Odds are, if you’re watching an incredible sonic performance in Brighton, One Inch Badge have had a hand in it. After collaborating with Wire for the DRILL:BRIGHTON extravaganza last year, they’ve decided to stretch their wings into an annual Autumnal multi-venue festival and renamed it Mutations.
The line-up speaks for itself really, with a fairly simple philosophy of demanding that things be either incredibly noisy or incredibly weird, whilst keeping space for just about anything else that’s got a solid ear for it – the Canadian post-punk of Ought for instance, or the differing approaches to psychedelia offered by Jane Weaver and Vision Fortune.
Lightning Bolt lead the noise brigade, with Metz being almost as rowdy, and Om providing doomish variation on the theme. Chelsea Wolfe and Josh T Pearson take us in a different direction, and John Talabot should give us some minimalist headrushes as the night goes on.
Further down the bill is one of my favourites, Willis Earl Beal, who I first heard at End Of The Road, as a throbbing in the grass as I had lunch. I’m glad I let him disrupt my ploughmans because he provided an intensely angry one-man testimony of an aperitif and later, as I started digging up his much more laid back studio recordings, some of the most melancholic yet honest heart tweakers I’ve heard. No idea what side he’ll be presenting at Mutations, but I’m pretty damn excited either way.
Mutations aims to battle the queues and clashes common to city-based multi-venue events by decreasing the venues while increasing the capacity as each day goes on. With obscure delights such as Sea Bastard (seen them before but can’t remember anything apart from the name, although I think that’s more testament to the quality of the name than the band) further down the bill, you should be able to sample a wide range of sonic hors d’oeuvres before fattening up on some of the weightier dishes at the top of the bill.
Also, in order to spread the love around the whole of the fair city, Mutations is spending a day in Hove and a day in Brighton. Which is quite nice (and probably saved a few bob on Saturday night venues).
Very smart.
Tickets are available online at the Mutations website, or at Resident if you’re local.
£50 for a chance to blast some proper noise through your head. Seems reasonable.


◆ TASK REQUIREMENTS: Starting at the line that holds "Detect and localize", reproduce each line exactly up to and including the last line of the records below. Pictures stay out.

(Items from a figure collection)

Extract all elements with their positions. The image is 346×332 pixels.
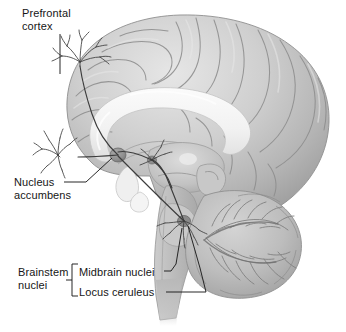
label-midbrain-nuclei: Midbrain nuclei bbox=[79, 266, 154, 279]
label-prefrontal-cortex: Prefrontal cortex bbox=[22, 7, 71, 33]
label-locus-ceruleus: Locus ceruleus bbox=[79, 286, 154, 299]
brainstem-bracket bbox=[72, 264, 78, 296]
cerebellum bbox=[186, 191, 302, 299]
label-brainstem-nuclei: Brainstem nuclei bbox=[18, 266, 68, 292]
label-nucleus-accumbens: Nucleus accumbens bbox=[14, 176, 71, 202]
brain-anatomy-figure: Prefrontal cortex Nucleus accumbens Brai… bbox=[0, 0, 346, 332]
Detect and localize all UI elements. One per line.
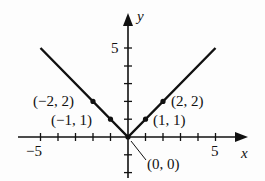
x-tick-label-minus5: −5 xyxy=(26,144,42,159)
y-axis-arrow-icon xyxy=(123,13,133,26)
point-label-m2: (−2, 2) xyxy=(33,94,74,109)
x-tick-label-5: 5 xyxy=(211,144,219,159)
y-axis-label: y xyxy=(137,9,144,24)
point-label-0: (0, 0) xyxy=(147,157,180,172)
point-0 xyxy=(125,134,130,139)
chart: y x 5 −5 5 (−2, 2) (−1, 1) (2, 2) (1, 1)… xyxy=(0,0,265,181)
point-label-m1: (−1, 1) xyxy=(51,113,92,128)
point-label-2: (2, 2) xyxy=(171,94,204,109)
x-axis-arrow-icon xyxy=(235,132,248,142)
x-axis-label: x xyxy=(241,146,248,161)
point-label-1: (1, 1) xyxy=(153,113,186,128)
point-m2 xyxy=(90,99,95,104)
point-m1 xyxy=(108,117,113,122)
origin-leader-line xyxy=(131,141,146,160)
y-tick-label-5: 5 xyxy=(111,41,119,56)
point-1 xyxy=(143,117,148,122)
point-2 xyxy=(160,99,165,104)
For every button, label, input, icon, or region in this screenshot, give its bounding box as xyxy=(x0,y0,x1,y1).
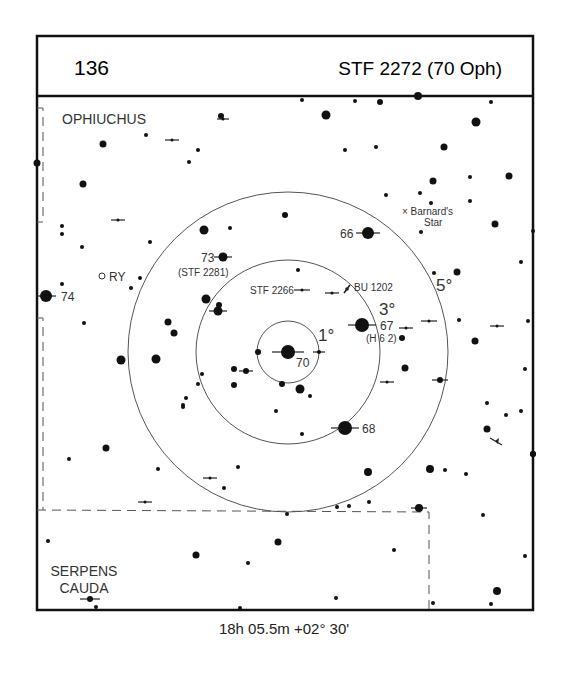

◆ RESULT OF THE EXERCISE:
Detect and localize all UI elements. One per line.
x-tick-label-minus5: −5 xyxy=(26,144,42,159)
y-axis-arrow-icon xyxy=(123,13,133,26)
point-label-m2: (−2, 2) xyxy=(33,94,74,109)
x-tick-label-5: 5 xyxy=(211,144,219,159)
y-axis-label: y xyxy=(137,9,144,24)
point-label-0: (0, 0) xyxy=(147,157,180,172)
point-0 xyxy=(125,134,130,139)
chart: y x 5 −5 5 (−2, 2) (−1, 1) (2, 2) (1, 1)… xyxy=(0,0,265,181)
point-label-m1: (−1, 1) xyxy=(51,113,92,128)
point-label-2: (2, 2) xyxy=(171,94,204,109)
x-axis-arrow-icon xyxy=(235,132,248,142)
x-axis-label: x xyxy=(241,146,248,161)
point-label-1: (1, 1) xyxy=(153,113,186,128)
point-m2 xyxy=(90,99,95,104)
point-m1 xyxy=(108,117,113,122)
origin-leader-line xyxy=(131,141,146,160)
y-tick-label-5: 5 xyxy=(111,41,119,56)
point-1 xyxy=(143,117,148,122)
point-2 xyxy=(160,99,165,104)
For every button, label, input, icon, or region in this screenshot, give its bounding box as xyxy=(x0,y0,x1,y1).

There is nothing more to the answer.